According to a study conducted by two Berkeley economists, a simple half-star improvement on Yelp makes it 30-49 percent more likely that a restaurant will sell out its evening seats. In an industry where failure is guaranteed within three years for over 50% of restaurants, you’d better believe hitting capacity on a nightly basis is the difference between sinking and swiming.

When petty complaints hit you in the pocketbook, suddenly that schoolyard rock fight becomes a nuclear war. Recently, a Virginia woman was hit with a $750,000 SLAPP suit and ordered to alter a negative Yelp review of a contractor when her criticism proved false.

But for business owners who don’t want to involve the courts or look the other way, there’s always the option of taking matters into their own hands.

'Yelp accused me of posting my own articles'

When Alfredo Fischioni, chef-owner of That’s Amore in Collingswood, takes issue with TripAdvisor user complaints, he’ll reply in detail, often tongue-in-cheek, and with vigor. And he detests Yelp.

“Yelp accused me of posting my own articles,” he said. “To me it seems to be a bunch of unemployed people using Yelp.

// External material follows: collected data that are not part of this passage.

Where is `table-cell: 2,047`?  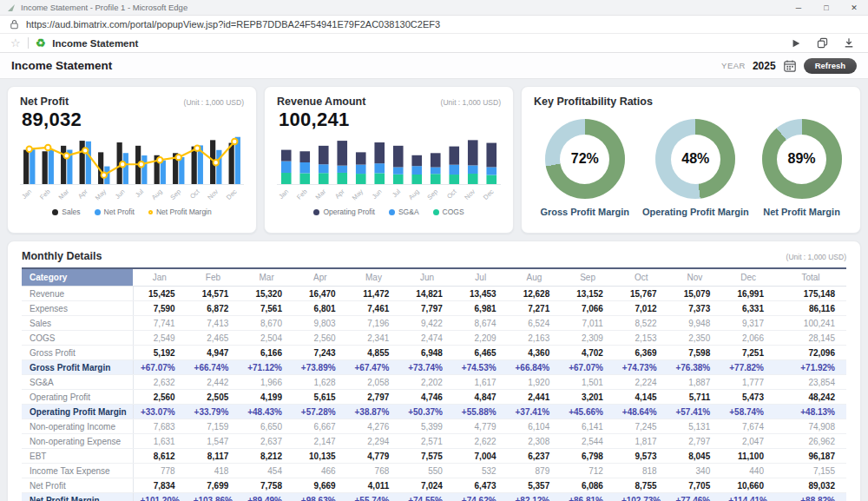
table-cell: 2,047 is located at coordinates (748, 441).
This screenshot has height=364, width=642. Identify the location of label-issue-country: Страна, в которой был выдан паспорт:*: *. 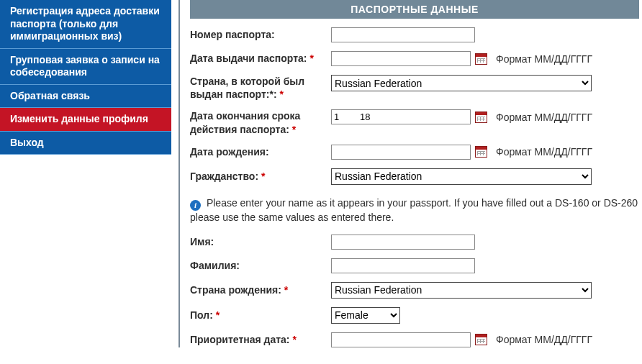
(261, 88).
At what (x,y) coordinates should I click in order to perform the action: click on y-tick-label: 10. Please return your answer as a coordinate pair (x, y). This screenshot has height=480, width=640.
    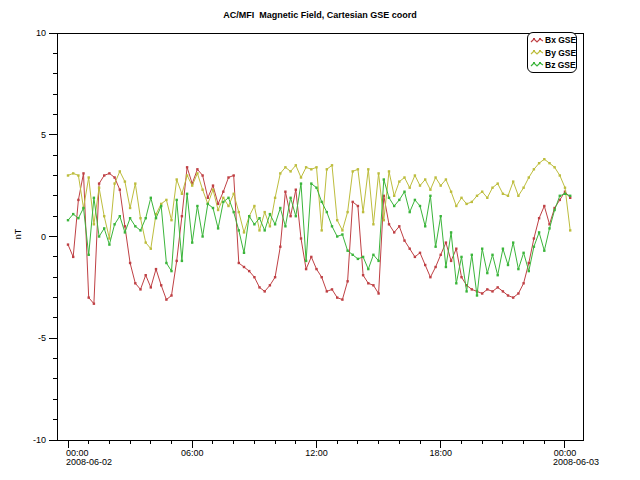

I never read them.”

Although he denies inventing user reviews of his restaurant, Fischioni does acknowledge some bitterness from the accusations. His name, or some form of it, also appears in a number of angry comments on Collingswood Patch, including on my review of his restaurant.

Fischioni also denies that he wrote these remarks, and said he can’t imagine why someone would pose as him online. He did not, however, deny responding to users’ complaints on TripAdvisor. These he wrote because he felt the need to defend himself and the reputation of his business.

It is worthwhile, however, to note that Chef Fischioni’s own review of his restaurant is the sole entry to have been removed from the Yelp page for That’s Amore. Another 67 reviews of his restaurant have been filtered by the system (i.e., tagged as “suspicious”); the site has allowed 22 to stand.

That’s a ratio noticeably skewed in the Collingswood restaurant scene, where most Yelp reviews exceed the number of those filtered (the lone exception is Little Louie’s BBQ, which has 21 reviews on Yelp versus 54 filtered).

In addition, That’s Amore reviews on TripAdvisor have skyrocketed since the virtual dustup between Fischioni and his detractors, with 13 positive reviews coming in less than a week after the negative posts. By comparison, it took 14 months for That’s Amore to receive 105 total reviews on the site. That’s an increase of 642%.

Does this mean something fishy is happening; that someone is planting artificial reviews to counterbalance the negativity?

Not necessarily. Yelp’s filtration system is flawed, and there’s nothing necessarily bizarre about community members jumping into the fray to defend a local business (or its owner) when the integrity of either is questioned. In my time at Patch, I’ve written exactly two negative articles reflecting poor experiences, and both were met with such backlash that the comment feeds had to be shut down. That speaks volumes.

But as Kellermann said, “Any news is good news and there is no such thing as bad press.”